Maybee I have so partial Information. When Storage Spaces came out I did a lot of testing how Storage Spaces behaves when parts of Data are going bad.
I tested: pull a disc, take Power Cord Off, all when doing write operations at the same time, manipulating Sectors of discs when vm was running/not running and so on. Every scenario that usually can happen. Nothing of all these things could really harm the Volume. Sure it went degraded but rebuilding was easy and always correct. No corrupt files. I tested with Mirrored Volumes and ReFs.
I tested the bad sector handling with following scenario:
Virtual Discs, mounted in VmWare with a ParaVirtual Controller to make it possible to add a disc to different VM's, powered on the same time
First I added the disc to a Windows Server 2012 and produced some data, on a volume with Storage Spaces
Next I added the disc also to a second VM and modified the sectors of the discs directly with a Hex-Editor (This does normally not work with a modern OS as direct hardware acces is locked, so I used XP if I can good remember). On next Storage-Checkup the bad sector was corrected with the data of the mirror partner. I have no idea how Storage Spaces really knows which one is correct, but it took always the right one. What was interesting, manipulated NTFS Volumes were also corrected the right way. It seems that a lot of these things are not bound with the Filesystem itself but with Storage Spaces.
What was also interessting is the fact that even NTFS was not currupt when I pulled the power cord and brought everything down when doing Write-Operations. On the other hand same test with a NTFS volume direct on the disc made problems. For me it seems that a NTFS-Volume on Storage Spaces does benefit also of some enhancements of ReFs. But these Full-Power-Down tests I did not that much with NTFS, first goal was to stress ReFs volumes max. So It could be also some kind of luck. Id did the same tests later with Deduplication On. No change at all. In my opinion Storage Spaces is bloody robust since the first hours.
Edit: Thats what makes 3-way mirror so cool, Storage Spaces will be able to handle such silent failures correct too. So full disc failure and also some bad sectores which were not found at the right moment on the mirror partner.
What I do not know is how a physical bad sector works. If it works the same way than a logically modified sector, than storage spaces will handle it correct.
These tests were the reason that I changed a lot from hardware raid-controllers to Software Raid with based on Storage Spaces. Directly from the beginning when it came out. First two years I used it just for VDI and some high performance things. To have a real life test. No problems at all. ESXi>windows as storage app>NFS>ESXi on the same machine (with NTFS, as ReFs has to long FileID's to offer it with NFS, you would need a NFS-Server with its own Filetable). It was really enormous fast and blowed my SAN far away because of low latency and SSD's. Now with NVMe it is even Faster. =)
The only thing that was really bad and does really suck was the "full disc-bug" of ReFs. So when it runs out of space. These was really a pain. But I think these problems are almost gone today. Before it could always happen because it is not the complete free space that counts. But these is another thing than what you asked.
EDIT: Well there is another thing too. Rebuilding with a disc that comes back and still has Data is not 100% sure it takes the Data which was always online as "reliable". I personally did never had this probelm, but other people had.
Tests I've done with high end SSD's and also with usual discs. Well for usual discs, write operations are a real pain because the lack of a good and especially working write-buffer. So I would always go with high quality SSDs with a really good average and a low max. latency on Storage Spaces.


- **Work to be completed**
Every entry below should be printed exactly, without its images.

^^^^

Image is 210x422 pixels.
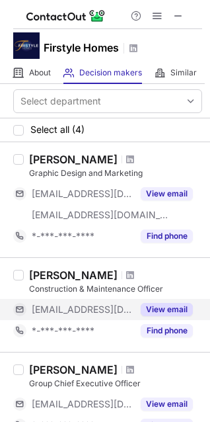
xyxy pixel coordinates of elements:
[44,40,119,56] h1: Firstyle Homes
[141,324,193,337] button: Reveal Button
[29,67,51,78] span: About
[32,398,133,410] span: [EMAIL_ADDRESS][DOMAIN_NAME]
[26,8,106,24] img: ContactOut v5.3.10
[141,303,193,316] button: Reveal Button
[30,124,85,135] span: Select all (4)
[141,187,193,200] button: Reveal Button
[29,167,202,179] div: Graphic Design and Marketing
[29,153,118,166] div: [PERSON_NAME]
[29,269,118,282] div: [PERSON_NAME]
[171,67,197,78] span: Similar
[32,304,133,315] span: [EMAIL_ADDRESS][DOMAIN_NAME]
[29,283,202,295] div: Construction & Maintenance Officer
[29,363,118,376] div: [PERSON_NAME]
[32,209,169,221] span: [EMAIL_ADDRESS][DOMAIN_NAME]
[141,397,193,411] button: Reveal Button
[141,229,193,243] button: Reveal Button
[21,95,101,108] div: Select department
[29,378,202,390] div: Group Chief Executive Officer
[13,32,40,59] img: 94eb503d42e62cba438f0db98dc9a8a1
[79,67,142,78] span: Decision makers
[32,188,133,200] span: [EMAIL_ADDRESS][DOMAIN_NAME]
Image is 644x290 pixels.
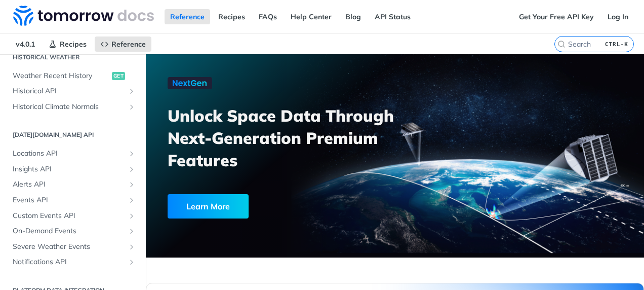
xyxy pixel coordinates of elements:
a: Locations APIShow subpages for Locations API [7,146,138,161]
button: Show subpages for Historical API [127,87,135,96]
a: Custom Events APIShow subpages for Custom Events API [7,208,138,224]
button: Show subpages for Custom Events API [127,212,135,220]
h2: [DATE][DOMAIN_NAME] API [7,130,138,140]
a: Severe Weather EventsShow subpages for Severe Weather Events [7,239,138,255]
span: Events API [13,195,125,205]
span: Alerts API [13,180,125,189]
span: v4.0.1 [10,37,41,51]
a: Blog [339,9,366,25]
span: Custom Events API [13,210,125,221]
span: Insights API [13,164,125,174]
span: Historical API [13,86,125,96]
span: Severe Weather Events [13,241,125,252]
kbd: CTRL-K [602,39,631,49]
button: Show subpages for On-Demand Events [127,227,135,235]
a: Alerts APIShow subpages for Alerts API [7,177,138,192]
a: Notifications APIShow subpages for Notifications API [7,255,138,269]
a: On-Demand EventsShow subpages for On-Demand Events [7,224,138,239]
img: NextGen [167,77,212,89]
a: Reference [165,9,210,25]
button: Show subpages for Historical Climate Normals [127,103,135,111]
a: Log In [602,9,634,25]
button: Show subpages for Alerts API [127,180,135,188]
a: Help Center [285,9,337,25]
span: On-Demand Events [13,226,125,236]
span: Weather Recent History [13,71,109,81]
a: Historical Climate NormalsShow subpages for Historical Climate Normals [7,100,138,114]
a: Events APIShow subpages for Events API [7,193,138,208]
span: Locations API [13,149,125,158]
h3: Unlock Space Data Through Next-Generation Premium Features [167,104,406,171]
span: get [112,72,125,80]
a: Reference [95,37,151,51]
button: Show subpages for Insights API [127,165,135,173]
a: Insights APIShow subpages for Insights API [7,162,138,177]
span: Recipes [60,39,86,49]
a: Historical APIShow subpages for Historical API [7,84,138,99]
h2: Historical Weather [7,53,138,62]
a: Weather Recent Historyget [7,69,138,84]
div: Learn More [167,194,249,219]
button: Show subpages for Severe Weather Events [127,243,135,251]
button: Show subpages for Locations API [127,149,135,157]
span: Historical Climate Normals [13,102,125,112]
a: API Status [369,9,416,25]
svg: Search [557,40,565,48]
a: Learn More [167,194,358,219]
a: Get Your Free API Key [513,9,599,25]
a: FAQs [253,9,282,25]
button: Show subpages for Notifications API [127,258,135,266]
a: Recipes [43,37,92,51]
img: Tomorrow.io Weather API Docs [13,6,154,26]
span: Reference [111,39,146,49]
span: Notifications API [13,257,125,267]
a: Recipes [213,9,250,25]
button: Show subpages for Events API [127,196,135,204]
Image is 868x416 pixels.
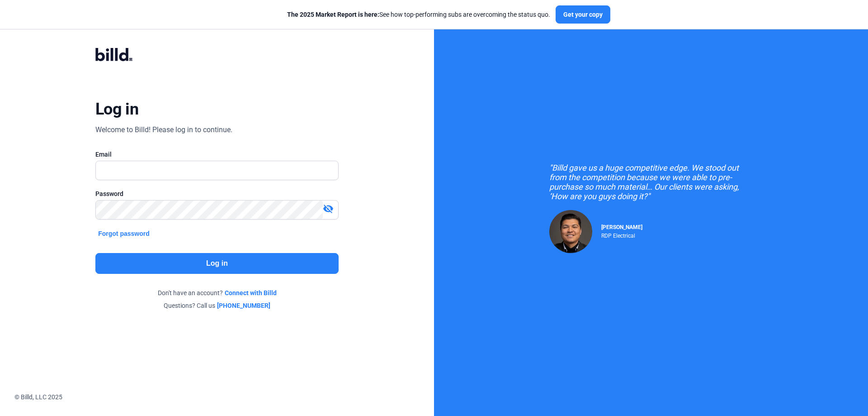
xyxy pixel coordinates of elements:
div: "Billd gave us a huge competitive edge. We stood out from the competition because we were able to... [549,163,753,201]
div: Password [96,189,339,198]
img: Raul Pacheco [549,210,592,253]
button: Log in [96,253,339,274]
span: The 2025 Market Report is here: [287,11,379,18]
button: Forgot password [96,229,152,239]
div: Welcome to Billd! Please log in to continue. [96,124,232,135]
div: Questions? Call us [96,301,339,310]
a: [PHONE_NUMBER] [217,301,270,310]
div: Don't have an account? [96,288,339,297]
div: Email [96,149,339,159]
div: See how top-performing subs are overcoming the status quo. [287,10,550,19]
div: RDP Electrical [602,230,642,239]
div: Log in [96,99,139,119]
button: Get your copy [556,6,610,24]
span: [PERSON_NAME] [602,224,642,230]
mat-icon: visibility_off [323,203,334,214]
a: Connect with Billd [225,288,276,297]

^^^^

- **Answer section**
Image is 210x422 pixels.
xyxy pixel coordinates of elements:
[44,40,119,56] h1: Firstyle Homes
[141,324,193,337] button: Reveal Button
[29,67,51,78] span: About
[32,398,133,410] span: [EMAIL_ADDRESS][DOMAIN_NAME]
[26,8,106,24] img: ContactOut v5.3.10
[141,303,193,316] button: Reveal Button
[30,124,85,135] span: Select all (4)
[141,187,193,200] button: Reveal Button
[29,167,202,179] div: Graphic Design and Marketing
[29,153,118,166] div: [PERSON_NAME]
[29,269,118,282] div: [PERSON_NAME]
[171,67,197,78] span: Similar
[32,304,133,315] span: [EMAIL_ADDRESS][DOMAIN_NAME]
[29,283,202,295] div: Construction & Maintenance Officer
[29,363,118,376] div: [PERSON_NAME]
[32,209,169,221] span: [EMAIL_ADDRESS][DOMAIN_NAME]
[141,397,193,411] button: Reveal Button
[141,229,193,243] button: Reveal Button
[21,95,101,108] div: Select department
[29,378,202,390] div: Group Chief Executive Officer
[13,32,40,59] img: 94eb503d42e62cba438f0db98dc9a8a1
[79,67,142,78] span: Decision makers
[32,188,133,200] span: [EMAIL_ADDRESS][DOMAIN_NAME]
Image is 644x290 pixels.
xyxy pixel coordinates of elements:
a: Locations APIShow subpages for Locations API [7,146,138,161]
button: Show subpages for Historical API [127,87,135,96]
a: Custom Events APIShow subpages for Custom Events API [7,208,138,224]
button: Show subpages for Custom Events API [127,212,135,220]
h2: [DATE][DOMAIN_NAME] API [7,130,138,140]
a: Severe Weather EventsShow subpages for Severe Weather Events [7,239,138,255]
span: Events API [13,195,125,205]
span: Alerts API [13,180,125,189]
span: v4.0.1 [10,37,41,51]
a: Blog [339,9,366,25]
span: Custom Events API [13,210,125,221]
span: Insights API [13,164,125,174]
span: Historical API [13,86,125,96]
span: Severe Weather Events [13,241,125,252]
kbd: CTRL-K [602,39,631,49]
button: Show subpages for On-Demand Events [127,227,135,235]
a: Alerts APIShow subpages for Alerts API [7,177,138,192]
a: Notifications APIShow subpages for Notifications API [7,255,138,269]
a: On-Demand EventsShow subpages for On-Demand Events [7,224,138,239]
img: NextGen [167,77,212,89]
a: Reference [165,9,210,25]
button: Show subpages for Historical Climate Normals [127,103,135,111]
a: Log In [602,9,634,25]
button: Show subpages for Alerts API [127,180,135,188]
a: Help Center [285,9,337,25]
span: On-Demand Events [13,226,125,236]
span: Weather Recent History [13,71,109,81]
a: Historical Climate NormalsShow subpages for Historical Climate Normals [7,100,138,114]
a: Events APIShow subpages for Events API [7,193,138,208]
span: Locations API [13,149,125,158]
h3: Unlock Space Data Through Next-Generation Premium Features [167,104,406,171]
span: get [112,72,125,80]
a: Reference [95,37,151,51]
button: Show subpages for Insights API [127,165,135,173]
a: Insights APIShow subpages for Insights API [7,162,138,177]
span: Recipes [60,39,86,49]
a: Historical APIShow subpages for Historical API [7,84,138,99]
h2: Historical Weather [7,53,138,62]
a: Weather Recent Historyget [7,69,138,84]
div: Learn More [167,194,249,219]
button: Show subpages for Severe Weather Events [127,243,135,251]
button: Show subpages for Locations API [127,149,135,157]
span: Historical Climate Normals [13,102,125,112]
a: API Status [369,9,416,25]
svg: Search [557,40,565,48]
a: Learn More [167,194,358,219]
a: Get Your Free API Key [513,9,599,25]
a: FAQs [253,9,282,25]
button: Show subpages for Notifications API [127,258,135,266]
a: Recipes [43,37,92,51]
img: Tomorrow.io Weather API Docs [13,6,154,26]
span: Reference [111,39,146,49]
span: Notifications API [13,257,125,267]
a: Recipes [213,9,250,25]
button: Show subpages for Events API [127,196,135,204]
Image is 868x416 pixels.
xyxy pixel coordinates of elements:
div: "Billd gave us a huge competitive edge. We stood out from the competition because we were able to... [549,163,753,201]
div: Password [96,189,339,198]
img: Raul Pacheco [549,210,592,253]
button: Log in [96,253,339,274]
span: The 2025 Market Report is here: [287,11,379,18]
button: Forgot password [96,229,152,239]
div: Welcome to Billd! Please log in to continue. [96,124,232,135]
div: Questions? Call us [96,301,339,310]
a: [PHONE_NUMBER] [217,301,270,310]
div: Don't have an account? [96,288,339,297]
div: Email [96,149,339,159]
div: See how top-performing subs are overcoming the status quo. [287,10,550,19]
div: RDP Electrical [602,230,642,239]
div: Log in [96,99,139,119]
button: Get your copy [556,6,610,24]
span: [PERSON_NAME] [602,224,642,230]
mat-icon: visibility_off [323,203,334,214]
a: Connect with Billd [225,288,276,297]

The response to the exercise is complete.